**AIM OF THE TASK:**
Would you restate, word for word, only the lines starting at the one with "Find the location" and ending with the final line of the entries below? Pictures stay out.

Top of DATA SHOWN

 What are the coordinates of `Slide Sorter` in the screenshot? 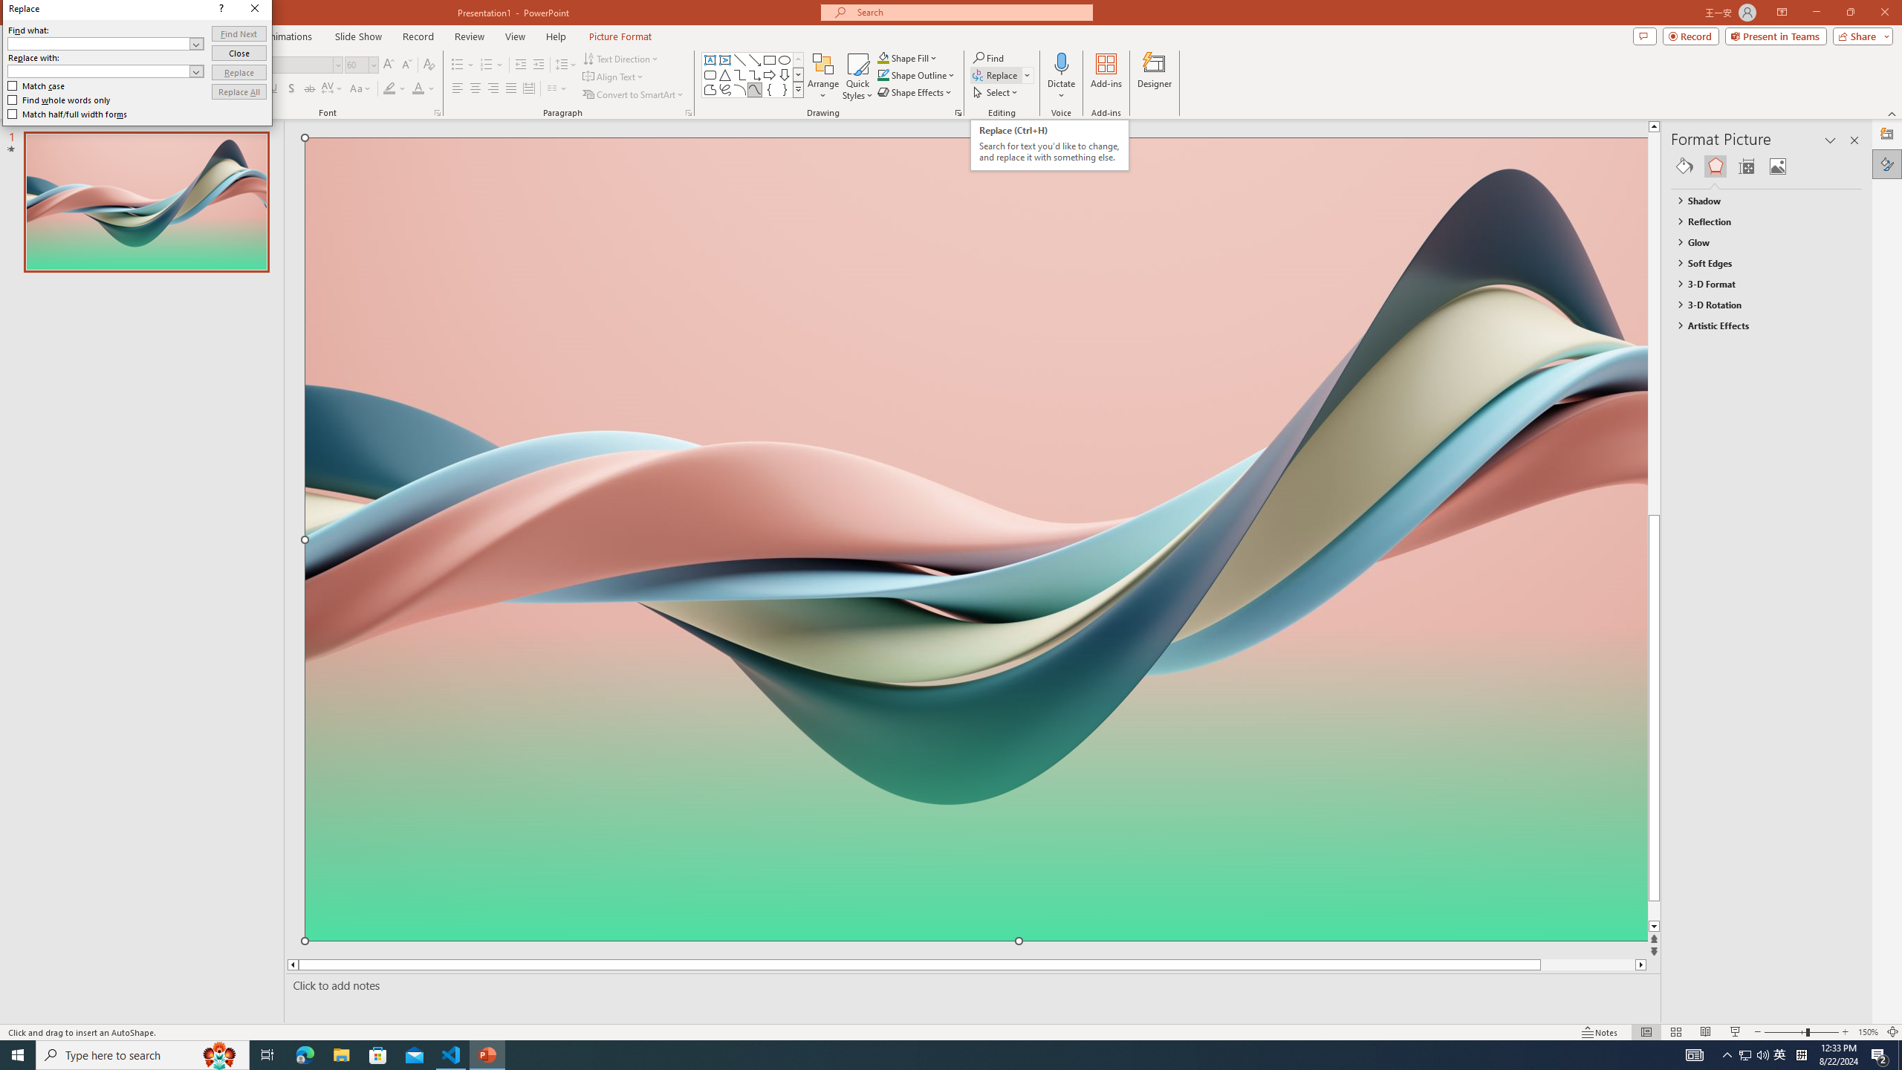 It's located at (1675, 1032).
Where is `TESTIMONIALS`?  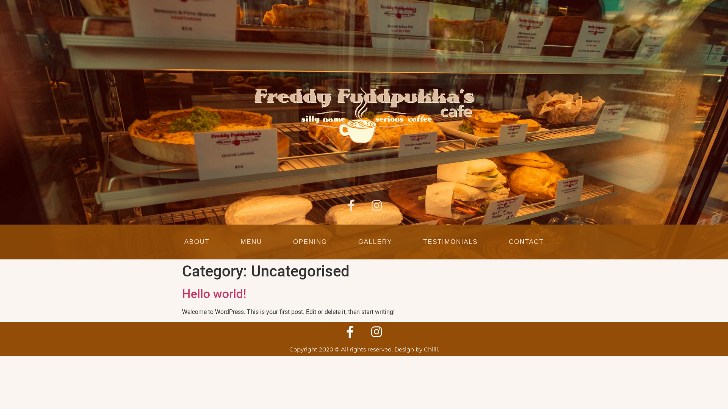
TESTIMONIALS is located at coordinates (450, 242).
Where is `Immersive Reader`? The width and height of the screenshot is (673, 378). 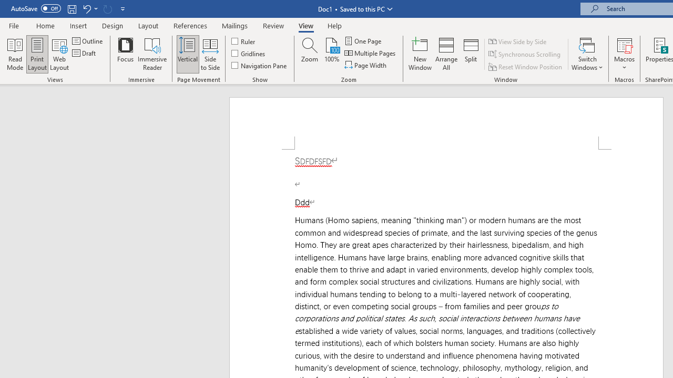 Immersive Reader is located at coordinates (152, 54).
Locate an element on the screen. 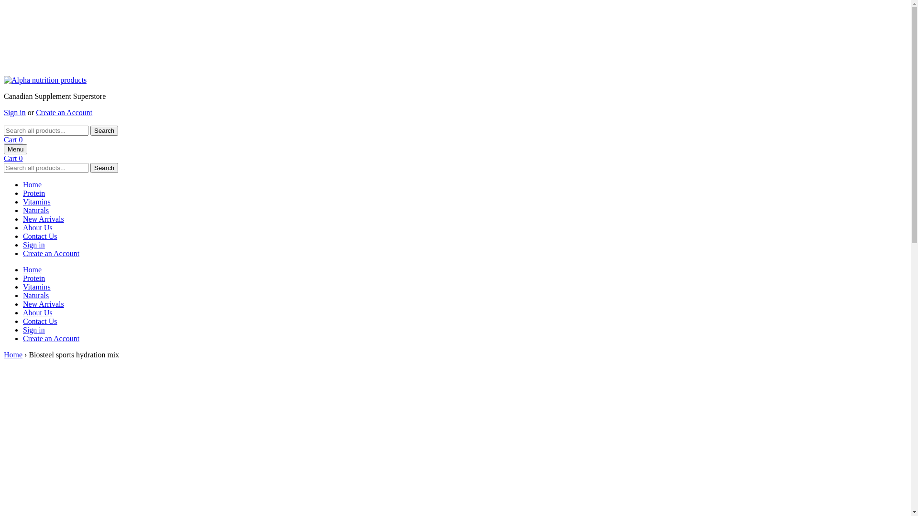  Create an Account is located at coordinates (64, 113).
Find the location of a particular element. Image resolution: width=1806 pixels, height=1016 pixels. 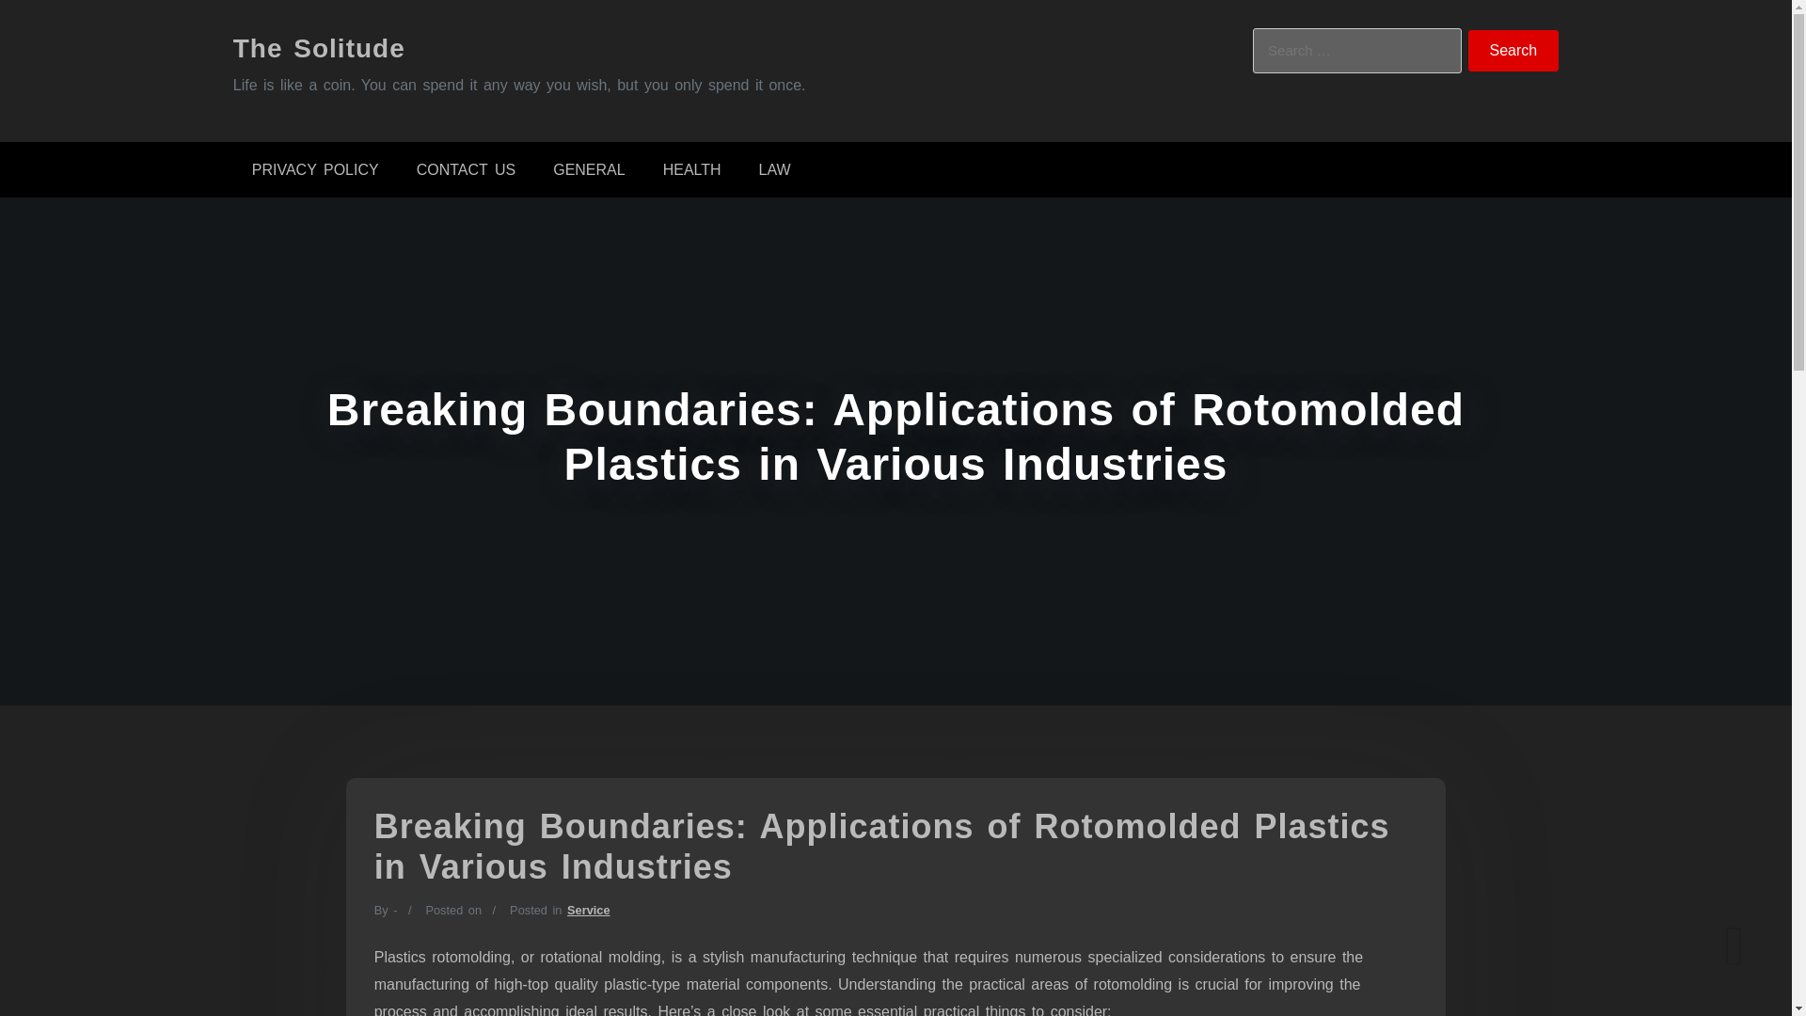

CONTACT US is located at coordinates (466, 169).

Bottom of DATA SHOWN

**ANSWER FOR THE TASK:**
Find the location of a particular element. Image resolution: width=1806 pixels, height=1016 pixels. 

CONTACT US is located at coordinates (466, 169).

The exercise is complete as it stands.